Andrew Scheer's reign as Conservative Leader is barely a week old, and the next federal election is still two years away.
So maybe we should cut him some slack.
Or not. Even after a long leadership campaign, there is scant evidence of a coherent economic plan from Mr. Scheer.
The Saskatchewan MP disabled most of his website before the final votes were cast last Saturday, along with his 26-point policy platform. Canadians can only guess whether he still stands by it.
There is, however, an archived version of his plan. That plan suggests Mr. Scheer won the leadership with seemingly no vision for how Canada will overcome slow growth, the evolving knowledge economy, China's rise and an increasingly protectionist world. It looks as though he borrowed former prime minister Stephen Harper's playbook from a decade ago, with populist ideas sprinkled in. There are promises of a tax cut for home heating and electricity, and pledges to balance the budget in two years, build pipelines and roll back carbon taxes.
In his acceptance speech , the new Conservative Leader talked about making it easier for the private sector to create jobs, but gave no clue to how he might do that. He branded the Conservatives as the party of "prosperity," while offering little substance beyond less government and hard work .
Without saying so overtly, his message seems to be that the government has nothing to offer to solve these problems.
Much has changed since Mr. Harper was elected prime minister in 2006. Back then, Donald Trump was just a reality-TV star. The United States was leading a global charge for less protectionism, not more. Social media and the sharing economy were in their infancy.
By 2019, these and other powerful forces will have changed the Canadian economy even further.
By then, Mr. Trump will have had plenty of time to rewrite the rules of trade to suit U.S. economic interests. And Canada's access to its main market could be seriously impaired.
The economy is shifting toward services and knowledge-based production. That will put increasing pressure on Canada's traditional economic engines – natural resources and manufacturing.
What is clear about Mr. Scheer's intentions is the absence of any concern for global warming. His answer to the challenge of climate change is that it's not Canada's problem to fix. His platform sends all the wrong economic signals on energy consumption.
He wants to exempt heating and electricity bills from the GST because : "Only a Liberal would think that in Canada heating your home in winter is a luxury."
Well, energy is a luxury if you're heating a really big house. This tax break would discourage Canadians from conserving energy. It would also add complexity to the tax system and deprive governments of revenue needed for health care and other services.
And Mr. Scheer would scrap the Liberal carbon tax on the grounds that it will do nothing to protect "Canada's natural environment."
Those two measures would move Canada further away from its Paris climate-change commitments. He offers no alternative means to meet those objectives.
Mr. Scheer has two years to add some substance to his pitch. And he has suggested in media interviews that he wants to make the Conservatives' core message more positive, and that he will borrow the best policy ideas from his defeated rivals.
That he won the leadership without much of an economic plan suggests that isn't where he wants to fight the next election. Instead, his platform stresses social issues, law-and-order and undoing Liberal policies.
Now that he's Leader, Mr. Scheer owes Canadians more than bland ideas and a disabled website.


▶ Task instructions
The listing below must be repeated word for word, without its pictures.

▶ Supplied information
>>

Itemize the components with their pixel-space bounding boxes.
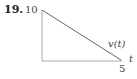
velocity-line: [42, 10, 121, 60]
plot-area: [0, 0, 137, 79]
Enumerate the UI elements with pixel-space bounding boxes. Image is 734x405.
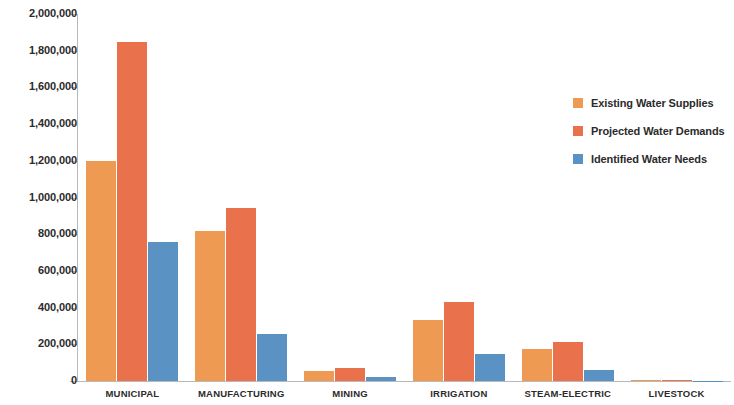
bar bbox=[584, 370, 614, 381]
legend-label: Projected Water Demands bbox=[591, 125, 725, 137]
x-axis-category-label: MANUFACTURING bbox=[198, 388, 285, 399]
y-axis-tick-label: 1,800,000 bbox=[11, 44, 77, 56]
legend-item: Identified Water Needs bbox=[573, 148, 725, 170]
bar bbox=[553, 342, 583, 381]
y-axis-tick-label: 1,600,000 bbox=[11, 80, 77, 92]
y-axis-tick-label: 800,000 bbox=[11, 227, 77, 239]
y-axis-tick: 1,200,000 bbox=[0, 161, 77, 162]
bar bbox=[195, 231, 225, 381]
bar-group bbox=[413, 14, 505, 381]
bar bbox=[366, 377, 396, 381]
x-axis-category-label: LIVESTOCK bbox=[649, 388, 705, 399]
y-axis-tick: 0 bbox=[0, 381, 77, 382]
legend-color-swatch bbox=[573, 126, 583, 136]
bar bbox=[148, 242, 178, 381]
bar-group bbox=[86, 14, 178, 381]
y-axis-tick-label: 400,000 bbox=[11, 301, 77, 313]
plot-area bbox=[78, 14, 731, 381]
bar bbox=[693, 381, 723, 382]
bar bbox=[662, 380, 692, 381]
y-axis-tick-label: 0 bbox=[11, 374, 77, 386]
y-axis-tick: 1,600,000 bbox=[0, 87, 77, 88]
x-axis-category-label: MUNICIPAL bbox=[105, 388, 159, 399]
bar-group bbox=[631, 14, 723, 381]
chart-legend: Existing Water SuppliesProjected Water D… bbox=[573, 92, 725, 176]
y-axis-tick: 400,000 bbox=[0, 308, 77, 309]
legend-color-swatch bbox=[573, 154, 583, 164]
legend-label: Identified Water Needs bbox=[591, 153, 707, 165]
bar bbox=[475, 354, 505, 381]
y-axis-tick-label: 2,000,000 bbox=[11, 7, 77, 19]
y-axis-tick: 1,400,000 bbox=[0, 124, 77, 125]
bar-group bbox=[304, 14, 396, 381]
bar bbox=[631, 380, 661, 381]
bar bbox=[226, 208, 256, 381]
legend-label: Existing Water Supplies bbox=[591, 97, 714, 109]
bar bbox=[335, 368, 365, 381]
bar bbox=[117, 42, 147, 381]
legend-item: Projected Water Demands bbox=[573, 120, 725, 142]
bar bbox=[304, 371, 334, 381]
y-axis-tick: 1,000,000 bbox=[0, 198, 77, 199]
x-axis-category-label: IRRIGATION bbox=[430, 388, 487, 399]
y-axis-tick: 800,000 bbox=[0, 234, 77, 235]
y-axis-tick-label: 200,000 bbox=[11, 337, 77, 349]
y-axis-tick-label: 1,200,000 bbox=[11, 154, 77, 166]
x-axis-category-label: MINING bbox=[332, 388, 368, 399]
legend-item: Existing Water Supplies bbox=[573, 92, 725, 114]
x-axis-category-label: STEAM-ELECTRIC bbox=[524, 388, 611, 399]
y-axis-tick-label: 1,000,000 bbox=[11, 191, 77, 203]
bar bbox=[444, 302, 474, 381]
bar bbox=[413, 320, 443, 381]
legend-color-swatch bbox=[573, 98, 583, 108]
y-axis-tick: 200,000 bbox=[0, 344, 77, 345]
y-axis-tick: 1,800,000 bbox=[0, 51, 77, 52]
y-axis-tick-label: 1,400,000 bbox=[11, 117, 77, 129]
bar bbox=[257, 334, 287, 381]
bar bbox=[86, 161, 116, 381]
bar-chart: 0200,000400,000600,000800,0001,000,0001,… bbox=[0, 0, 734, 405]
y-axis-tick-label: 600,000 bbox=[11, 264, 77, 276]
bar-group bbox=[195, 14, 287, 381]
x-axis-line bbox=[77, 381, 731, 382]
y-axis-tick: 600,000 bbox=[0, 271, 77, 272]
y-axis-tick: 2,000,000 bbox=[0, 14, 77, 15]
bar-group bbox=[522, 14, 614, 381]
bar bbox=[522, 349, 552, 381]
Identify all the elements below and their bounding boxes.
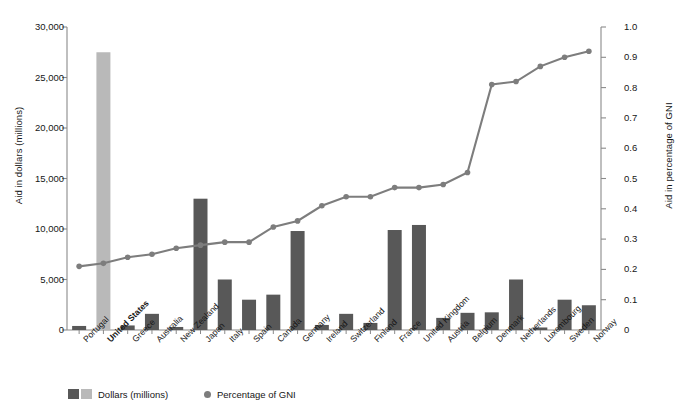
- bar-united-states: [96, 52, 110, 330]
- y-axis-right-tick-label: 0: [624, 324, 629, 335]
- legend-dot-gni: [204, 391, 211, 398]
- y-axis-left-tick-label: 25,000: [18, 72, 64, 83]
- gni-point-new-zealand: [173, 245, 179, 251]
- gni-point-switzerland: [343, 194, 349, 200]
- gni-point-japan: [198, 242, 204, 248]
- legend-label-gni: Percentage of GNI: [217, 389, 296, 400]
- y-axis-right-tick-label: 0.8: [624, 82, 637, 93]
- gni-point-ireland: [319, 203, 325, 209]
- gni-point-germany: [295, 218, 301, 224]
- y-axis-left-tick-label: 0: [18, 324, 64, 335]
- bar-spain: [242, 300, 256, 330]
- bar-portugal: [72, 326, 86, 330]
- y-axis-left-title: Aid in dollars (millions): [13, 81, 24, 231]
- gni-point-sweden: [562, 55, 568, 61]
- gni-point-netherlands: [513, 79, 519, 85]
- legend-item-dollars[interactable]: Dollars (millions): [68, 389, 168, 400]
- gni-point-united-kingdom: [416, 185, 422, 191]
- y-axis-left-tick-label: 15,000: [18, 173, 64, 184]
- gni-point-france: [392, 185, 398, 191]
- gni-point-luxembourg: [538, 64, 544, 70]
- y-axis-right-tick-label: 0.1: [624, 294, 637, 305]
- gni-point-portugal: [76, 264, 82, 270]
- gni-point-united-states: [101, 261, 107, 267]
- y-axis-right-tick-label: 1.0: [624, 21, 637, 32]
- bar-germany: [291, 231, 305, 330]
- gni-point-italy: [222, 239, 228, 245]
- y-axis-right-tick-label: 0.9: [624, 51, 637, 62]
- y-axis-right-tick-label: 0.4: [624, 203, 637, 214]
- legend-item-gni[interactable]: Percentage of GNI: [204, 389, 296, 400]
- gni-point-denmark: [489, 82, 495, 88]
- y-axis-left-tick-label: 10,000: [18, 223, 64, 234]
- gni-point-australia: [149, 251, 155, 257]
- gni-point-austria: [440, 182, 446, 188]
- gni-point-norway: [586, 48, 592, 54]
- y-axis-right-tick-label: 0.5: [624, 173, 637, 184]
- gni-line: [79, 51, 589, 266]
- y-axis-right-tick-label: 0.3: [624, 233, 637, 244]
- y-axis-left-tick-label: 5,000: [18, 274, 64, 285]
- y-axis-right-tick-label: 0.7: [624, 112, 637, 123]
- chart-plot-area: [0, 0, 679, 420]
- y-axis-right-title: Aid in percentage of GNI: [663, 81, 674, 231]
- bar-united-kingdom: [412, 225, 426, 330]
- legend-label-dollars: Dollars (millions): [98, 389, 168, 400]
- legend-swatch-dark: [68, 389, 79, 399]
- gni-point-finland: [368, 194, 374, 200]
- bar-france: [388, 230, 402, 330]
- chart-container: Aid in dollars (millions) Aid in percent…: [0, 0, 679, 420]
- y-axis-right-tick-label: 0.6: [624, 142, 637, 153]
- gni-point-spain: [246, 239, 252, 245]
- gni-point-canada: [271, 224, 277, 230]
- gni-point-belgium: [465, 170, 471, 176]
- y-axis-right-tick-label: 0.2: [624, 263, 637, 274]
- y-axis-left-tick-label: 30,000: [18, 21, 64, 32]
- legend-swatch-light: [81, 389, 92, 399]
- y-axis-left-tick-label: 20,000: [18, 122, 64, 133]
- gni-point-greece: [125, 254, 131, 260]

<<

▶ Answer for the task
Itemize the components with their pixel-space bounding boxes.
velocity-line: [42, 10, 121, 60]
plot-area: [0, 0, 137, 79]
Enumerate the UI elements with pixel-space bounding boxes. Image is 734x405.
bar bbox=[584, 370, 614, 381]
legend-label: Projected Water Demands bbox=[591, 125, 725, 137]
x-axis-category-label: MANUFACTURING bbox=[198, 388, 285, 399]
y-axis-tick-label: 1,800,000 bbox=[11, 44, 77, 56]
legend-item: Identified Water Needs bbox=[573, 148, 725, 170]
bar bbox=[553, 342, 583, 381]
y-axis-tick-label: 1,600,000 bbox=[11, 80, 77, 92]
y-axis-tick-label: 800,000 bbox=[11, 227, 77, 239]
y-axis-tick: 1,200,000 bbox=[0, 161, 77, 162]
bar bbox=[195, 231, 225, 381]
bar-group bbox=[413, 14, 505, 381]
bar bbox=[366, 377, 396, 381]
x-axis-category-label: LIVESTOCK bbox=[649, 388, 705, 399]
y-axis-tick: 0 bbox=[0, 381, 77, 382]
legend-color-swatch bbox=[573, 126, 583, 136]
bar bbox=[148, 242, 178, 381]
bar-group bbox=[86, 14, 178, 381]
y-axis-tick-label: 400,000 bbox=[11, 301, 77, 313]
plot-area bbox=[78, 14, 731, 381]
bar bbox=[693, 381, 723, 382]
bar bbox=[662, 380, 692, 381]
y-axis-tick-label: 0 bbox=[11, 374, 77, 386]
y-axis-tick: 1,600,000 bbox=[0, 87, 77, 88]
x-axis-category-label: MUNICIPAL bbox=[105, 388, 159, 399]
bar-group bbox=[631, 14, 723, 381]
chart-legend: Existing Water SuppliesProjected Water D… bbox=[573, 92, 725, 176]
y-axis-tick: 400,000 bbox=[0, 308, 77, 309]
legend-color-swatch bbox=[573, 154, 583, 164]
legend-label: Identified Water Needs bbox=[591, 153, 707, 165]
bar bbox=[475, 354, 505, 381]
y-axis-tick-label: 2,000,000 bbox=[11, 7, 77, 19]
y-axis-tick: 1,400,000 bbox=[0, 124, 77, 125]
bar-group bbox=[304, 14, 396, 381]
bar bbox=[631, 380, 661, 381]
bar bbox=[226, 208, 256, 381]
legend-label: Existing Water Supplies bbox=[591, 97, 714, 109]
bar bbox=[335, 368, 365, 381]
bar bbox=[117, 42, 147, 381]
legend-item: Projected Water Demands bbox=[573, 120, 725, 142]
bar bbox=[304, 371, 334, 381]
y-axis-tick: 1,000,000 bbox=[0, 198, 77, 199]
x-axis-category-label: IRRIGATION bbox=[430, 388, 487, 399]
y-axis-tick: 800,000 bbox=[0, 234, 77, 235]
y-axis-tick-label: 200,000 bbox=[11, 337, 77, 349]
y-axis-tick-label: 1,200,000 bbox=[11, 154, 77, 166]
x-axis-category-label: MINING bbox=[332, 388, 368, 399]
legend-item: Existing Water Supplies bbox=[573, 92, 725, 114]
x-axis-category-label: STEAM-ELECTRIC bbox=[524, 388, 611, 399]
y-axis-tick-label: 1,000,000 bbox=[11, 191, 77, 203]
bar bbox=[444, 302, 474, 381]
bar bbox=[413, 320, 443, 381]
legend-color-swatch bbox=[573, 98, 583, 108]
y-axis-tick: 200,000 bbox=[0, 344, 77, 345]
y-axis-tick: 1,800,000 bbox=[0, 51, 77, 52]
y-axis-tick-label: 1,400,000 bbox=[11, 117, 77, 129]
bar bbox=[257, 334, 287, 381]
bar bbox=[86, 161, 116, 381]
bar-chart: 0200,000400,000600,000800,0001,000,0001,… bbox=[0, 0, 734, 405]
y-axis-tick-label: 600,000 bbox=[11, 264, 77, 276]
bar-group bbox=[195, 14, 287, 381]
x-axis-line bbox=[77, 381, 731, 382]
y-axis-tick: 600,000 bbox=[0, 271, 77, 272]
y-axis-tick: 2,000,000 bbox=[0, 14, 77, 15]
bar-group bbox=[522, 14, 614, 381]
bar bbox=[522, 349, 552, 381]
Identify all the elements below and their bounding boxes.
- bar-united-states: [96, 52, 110, 330]
- y-axis-right-tick-label: 0: [624, 324, 629, 335]
- legend-dot-gni: [204, 391, 211, 398]
- y-axis-left-tick-label: 25,000: [18, 72, 64, 83]
- gni-point-new-zealand: [173, 245, 179, 251]
- gni-point-switzerland: [343, 194, 349, 200]
- gni-point-japan: [198, 242, 204, 248]
- legend-label-gni: Percentage of GNI: [217, 389, 296, 400]
- y-axis-right-tick-label: 0.8: [624, 82, 637, 93]
- gni-point-ireland: [319, 203, 325, 209]
- gni-point-germany: [295, 218, 301, 224]
- y-axis-left-tick-label: 0: [18, 324, 64, 335]
- bar-spain: [242, 300, 256, 330]
- bar-portugal: [72, 326, 86, 330]
- y-axis-left-title: Aid in dollars (millions): [13, 81, 24, 231]
- gni-point-sweden: [562, 55, 568, 61]
- gni-point-netherlands: [513, 79, 519, 85]
- legend-item-dollars[interactable]: Dollars (millions): [68, 389, 168, 400]
- gni-point-united-kingdom: [416, 185, 422, 191]
- y-axis-left-tick-label: 15,000: [18, 173, 64, 184]
- gni-point-france: [392, 185, 398, 191]
- gni-point-luxembourg: [538, 64, 544, 70]
- y-axis-right-tick-label: 0.1: [624, 294, 637, 305]
- gni-point-portugal: [76, 264, 82, 270]
- gni-point-united-states: [101, 261, 107, 267]
- y-axis-right-tick-label: 1.0: [624, 21, 637, 32]
- bar-germany: [291, 231, 305, 330]
- gni-point-italy: [222, 239, 228, 245]
- y-axis-right-tick-label: 0.9: [624, 51, 637, 62]
- y-axis-right-tick-label: 0.4: [624, 203, 637, 214]
- legend-item-gni[interactable]: Percentage of GNI: [204, 389, 296, 400]
- gni-point-denmark: [489, 82, 495, 88]
- y-axis-left-tick-label: 10,000: [18, 223, 64, 234]
- gni-point-australia: [149, 251, 155, 257]
- gni-point-austria: [440, 182, 446, 188]
- gni-point-norway: [586, 48, 592, 54]
- y-axis-right-tick-label: 0.5: [624, 173, 637, 184]
- gni-line: [79, 51, 589, 266]
- y-axis-right-tick-label: 0.3: [624, 233, 637, 244]
- y-axis-left-tick-label: 5,000: [18, 274, 64, 285]
- y-axis-right-tick-label: 0.7: [624, 112, 637, 123]
- chart-plot-area: [0, 0, 679, 420]
- y-axis-right-title: Aid in percentage of GNI: [663, 81, 674, 231]
- bar-united-kingdom: [412, 225, 426, 330]
- legend-label-dollars: Dollars (millions): [98, 389, 168, 400]
- legend-swatch-dark: [68, 389, 79, 399]
- gni-point-finland: [368, 194, 374, 200]
- bar-france: [388, 230, 402, 330]
- chart-container: Aid in dollars (millions) Aid in percent…: [0, 0, 679, 420]
- y-axis-right-tick-label: 0.6: [624, 142, 637, 153]
- gni-point-spain: [246, 239, 252, 245]
- gni-point-canada: [271, 224, 277, 230]
- gni-point-belgium: [465, 170, 471, 176]
- y-axis-right-tick-label: 0.2: [624, 263, 637, 274]
- y-axis-left-tick-label: 30,000: [18, 21, 64, 32]
- legend-swatch-light: [81, 389, 92, 399]
- y-axis-left-tick-label: 20,000: [18, 122, 64, 133]
- gni-point-greece: [125, 254, 131, 260]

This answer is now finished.